Even before its release, Steven Spielberg’s newest film, Munich, generated a storm of media interest. Many of the critics have called the film hollow, or worse yet, Hollywood. They have accused the film of being boring — it’s not — and Spielberg of pandering, by which they seem to mean not taking sides. Yet beneath it all, there seems to be a level of resentment generated by the mere fact that Spielberg, perhaps not the most politically astute of directors, would attempt to examine the complexities, moral and logistical, of what has probably become the single most important issue of our times: terrorism and its concomitant response.
The film begins at the 1972 Olympic games in Munich, when 11 members of the Israeli Olympic team were captured by the Palestinian group Black September. The resulting hostage crisis is handled skillfully by Spielberg as a barrage of media coverage, obscuring the human detail of the tragedy and replacing it with the everyday language of televised terror we have come to know so well.
From there, Munich moves on to its real subjects, the Israeli agents assigned to kill the 11 men believed to have been responsible for planning the Olympic kidnapping. Their leader, Avner, played by the surprisingly good Eric Bana, is the young son of an Army hero and a member of the Israeli intelligence agency Mossad. He is married, and his young wife, who soon moves to Brooklyn, is pregnant.
Spielberg delves into politics during this early phase of the movie, prominently featuring Israeli prime minister Golda Meir. “Every civilization finds it necessary to negotiate compromise with its own values,” she tells a reluctant Avner. At a time when the United States has torture chambers of its own spread around the world to deal with terror, this statement is powerful if a bit oblique. The discussions among the Israeli leadership about the necessity of protecting the Jewish state lays the groundwork for the real substance of the film, which examines how far political ideals can be translated and at what cost.
Which of course brings us to the counter-terrorists themselves. Perhaps one of the reasons I enjoyed the film so much is that it does not hesitate to revel in its ostensible shape as an A-Team-style action picture. The six members of the assassination squad break down as always into their useful skills. There is charismatic leader Avner, toy tinkerer turned bomb maker (Mathieu Kassovitz), fatherly watchdog (Ciarán Hinds), Hebrew Steve McQueen (Daniel Craig), document specialist (Hanns Zischler), and agency man (Geoffrey Rush).
The actions of the unit are adapted from George Jonas’ 1984 book Vengeance, an account of a Mossad hit squad provided by the unit’s leader, Avner. The team severs all official ties from the Israeli government, leaving them in a tactical and moral vacuum. As their work unfolds, the killings become essentially episodic; one hit leads to the next. The continuing tension is created by the group’s growing doubts about the efficacy of their work.
The Palestinian targets are never shown as ruthless killers. In fact, sometimes it feels as though Spielberg is straining to humanize them. The team never catches them engaged in some conspiratorial pow-wow or hunched over bomb preparations. Instead they meet their demise among scenes of domesticity that parallel the family Avner misses so dearly.
At times this can feel a bit hokey. For example, when the team shares an evening with a PLO group in a safe house, they listen to Al Green and trade sound bites on their respective rights to the Holy Land. For me, however, this quotidian drama between the agents was an effective way of inviting the viewer into the political morass that surrounds the Israeli-Palestinian conflict. The Palestinian agent warns Avner, “We will never stop fighting,” and the generations that have followed him highlight this.
There are some bizarre sidetracks in the film, most notably the French family that becomes the team’s number-one source of information. Avner’s visit to their country mansion introduces him to their sage patriarch, who becomes something of a deadly father figure for him. These scenes felt like a bit of an indulgence, the sunny life of the armed gentry bearing more resemblance to The Godfather than anything in this film.
Spielberg does not have a clear-cut answer for what the team was able to accomplish. When one terrorist dies, another springs up in his place, and by the end of the film the group has failed utterly to terminate all their intended targets. But this mission fades into the background as Spielberg focuses instead on the gradual disintegration, both physical and moral, of the squad.
As the film draws to a close, Avner returns to the foreground. Increasingly paranoid and disillusioned with his mission, he travels to America to be with his family. It was here that I most respected Spielberg, who has become perhaps the most prominent Jewish-American filmmaker of our day. Munich does not use Israel as an allegorical template for America, but it forces us to see that the war on terror has been waged before. The Munich crisis forced Israel to confront many of the issues that have sprung up in America post-9/11, and this film forces us to examine ourselves in the light of itshh tactics and failures.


### YOUR TASK
Go through the entries and say how many lines contain the string "Resilient". The number is the whole answer.

### Dataset entries
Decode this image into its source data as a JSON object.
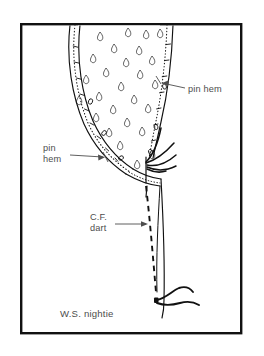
{
  "figure": {
    "kind": "sewing-pattern-diagram",
    "background_color": "#ffffff",
    "ink_color": "#111111",
    "text_color": "#4d4d4d",
    "frame": {
      "name": "diagram-border",
      "x": 20,
      "y": 23,
      "width": 222,
      "height": 311,
      "stroke_color": "#111111",
      "stroke_width": 2.4
    },
    "labels": [
      {
        "id": "pin-hem-right",
        "lines": [
          "pin hem"
        ],
        "x": 188,
        "y": 92,
        "anchor": "start",
        "leader": {
          "from_x": 185,
          "from_y": 89,
          "to_x": 157,
          "to_y": 81,
          "arrow": "to"
        }
      },
      {
        "id": "pin-hem-left",
        "lines": [
          "pin",
          "hem"
        ],
        "x": 43,
        "y": 155,
        "anchor": "start",
        "leader": {
          "from_x": 70,
          "from_y": 157,
          "to_x": 104,
          "to_y": 159,
          "arrow": "to"
        }
      },
      {
        "id": "cf-dart",
        "lines": [
          "C.F.",
          "dart"
        ],
        "x": 90,
        "y": 221,
        "anchor": "start",
        "leader": {
          "from_x": 116,
          "from_y": 224,
          "to_x": 152,
          "to_y": 224,
          "arrow": "to"
        }
      }
    ],
    "caption": {
      "id": "figure-caption",
      "text": "W.S. nightie",
      "x": 60,
      "y": 317
    },
    "strokes": {
      "garment_outer_left": "solid",
      "garment_fold_left": "solid",
      "pin_line_left": "dotted",
      "garment_outer_right": "solid",
      "pin_line_right": "dotted",
      "cf_dart_line": "dashed",
      "panel_edge": "solid"
    },
    "motif": {
      "name": "teardrop-print",
      "count": 26,
      "description": "small teardrop paisley motifs scattered on fabric"
    },
    "threads": {
      "name": "thread-squiggles",
      "clusters": 2,
      "locations": [
        "hem-junction",
        "dart-point-bottom"
      ]
    }
  }
}
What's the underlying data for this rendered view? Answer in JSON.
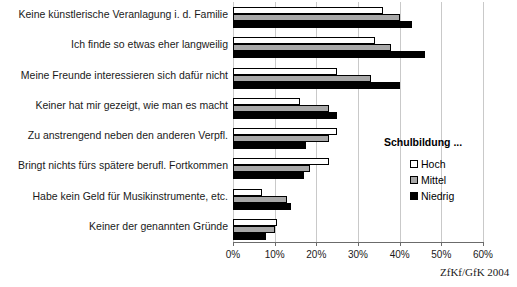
{
  "legend": {
    "title": "Schulbildung ...",
    "entries": [
      {
        "label": "Hoch",
        "swatch": "white-square-icon",
        "color": "#ffffff"
      },
      {
        "label": "Mittel",
        "swatch": "gray-square-icon",
        "color": "#a8a8a8"
      },
      {
        "label": "Niedrig",
        "swatch": "black-square-icon",
        "color": "#000000"
      }
    ]
  },
  "source": "ZfKf/GfK 2004",
  "chart_data": {
    "type": "bar",
    "orientation": "horizontal",
    "title": "",
    "subtitle": "",
    "xlabel": "",
    "ylabel": "",
    "xlim": [
      0,
      60
    ],
    "xticks": [
      0,
      10,
      20,
      30,
      40,
      50,
      60
    ],
    "xtick_labels": [
      "0%",
      "10%",
      "20%",
      "30%",
      "40%",
      "50%",
      "60%"
    ],
    "grid": true,
    "legend_position": "right",
    "categories": [
      "Keine künstlerische Veranlagung i. d. Familie",
      "Ich finde so etwas eher langweilig",
      "Meine Freunde interessieren sich dafür nicht",
      "Keiner hat mir gezeigt, wie man es macht",
      "Zu anstrengend neben den anderen Verpfl.",
      "Bringt nichts fürs spätere berufl. Fortkommen",
      "Habe kein Geld für Musikinstrumente, etc.",
      "Keiner der genannten Gründe"
    ],
    "series": [
      {
        "name": "Hoch",
        "color": "#ffffff",
        "values": [
          36,
          34,
          25,
          16,
          25,
          23,
          7,
          10.5
        ]
      },
      {
        "name": "Mittel",
        "color": "#a8a8a8",
        "values": [
          40,
          38,
          33,
          23,
          23,
          18.5,
          13,
          10
        ]
      },
      {
        "name": "Niedrig",
        "color": "#000000",
        "values": [
          43,
          46,
          40,
          25,
          17.5,
          17,
          14,
          8
        ]
      }
    ]
  }
}
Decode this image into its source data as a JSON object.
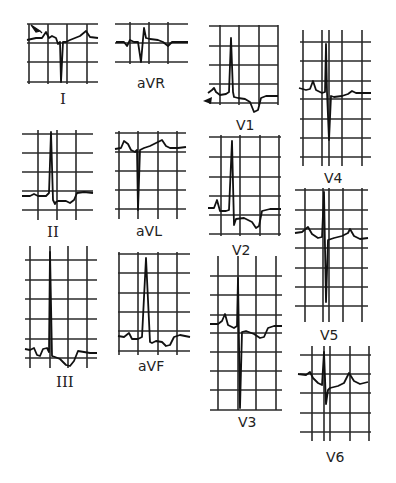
{
  "figure": {
    "leads": [
      {
        "id": "I",
        "label": "I"
      },
      {
        "id": "aVR",
        "label": "aVR"
      },
      {
        "id": "V1",
        "label": "V1"
      },
      {
        "id": "V4",
        "label": "V4"
      },
      {
        "id": "II",
        "label": "II"
      },
      {
        "id": "aVL",
        "label": "aVL"
      },
      {
        "id": "V2",
        "label": "V2"
      },
      {
        "id": "V5",
        "label": "V5"
      },
      {
        "id": "III",
        "label": "III"
      },
      {
        "id": "aVF",
        "label": "aVF"
      },
      {
        "id": "V3",
        "label": "V3"
      },
      {
        "id": "V6",
        "label": "V6"
      }
    ],
    "annotations": [
      {
        "lead": "I",
        "type": "arrow",
        "icon": "arrow-pointer-icon"
      },
      {
        "lead": "V1",
        "type": "arrow",
        "icon": "arrow-pointer-icon"
      }
    ]
  }
}
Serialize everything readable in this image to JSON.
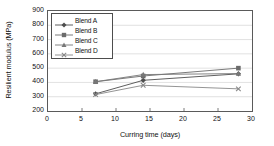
{
  "chart_data": {
    "type": "line",
    "title": "",
    "xlabel": "Curring time (days)",
    "ylabel": "Resilient modulus (MPa)",
    "xlim": [
      0,
      30
    ],
    "ylim": [
      200,
      900
    ],
    "xticks": [
      0,
      5,
      10,
      15,
      20,
      25,
      30
    ],
    "yticks": [
      200,
      300,
      400,
      500,
      600,
      700,
      800,
      900
    ],
    "grid": "horizontal",
    "legend_position": "upper-left-inside",
    "x": [
      7,
      14,
      28
    ],
    "series": [
      {
        "name": "Blend A",
        "marker": "diamond",
        "color": "#4d4d4d",
        "values": [
          320,
          415,
          460
        ]
      },
      {
        "name": "Blend B",
        "marker": "square",
        "color": "#6b6b6b",
        "values": [
          405,
          445,
          500
        ]
      },
      {
        "name": "Blend C",
        "marker": "triangle",
        "color": "#777777",
        "values": [
          405,
          455,
          462
        ]
      },
      {
        "name": "Blend D",
        "marker": "cross",
        "color": "#888888",
        "values": [
          315,
          380,
          355
        ]
      }
    ]
  },
  "axes": {
    "y_tick_labels": [
      "900",
      "800",
      "700",
      "600",
      "500",
      "400",
      "300",
      "200"
    ],
    "x_tick_labels": [
      "0",
      "5",
      "10",
      "15",
      "20",
      "25",
      "30"
    ],
    "y_title": "Resilient modulus (MPa)",
    "x_title": "Curring time (days)"
  },
  "legend": {
    "items": [
      {
        "label": "Blend A"
      },
      {
        "label": "Blend B"
      },
      {
        "label": "Blend C"
      },
      {
        "label": "Blend D"
      }
    ]
  },
  "style": {
    "frame_color": "#5a5a5a",
    "grid_color": "#d9d9d9",
    "background": "#ffffff"
  }
}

### REPLY
2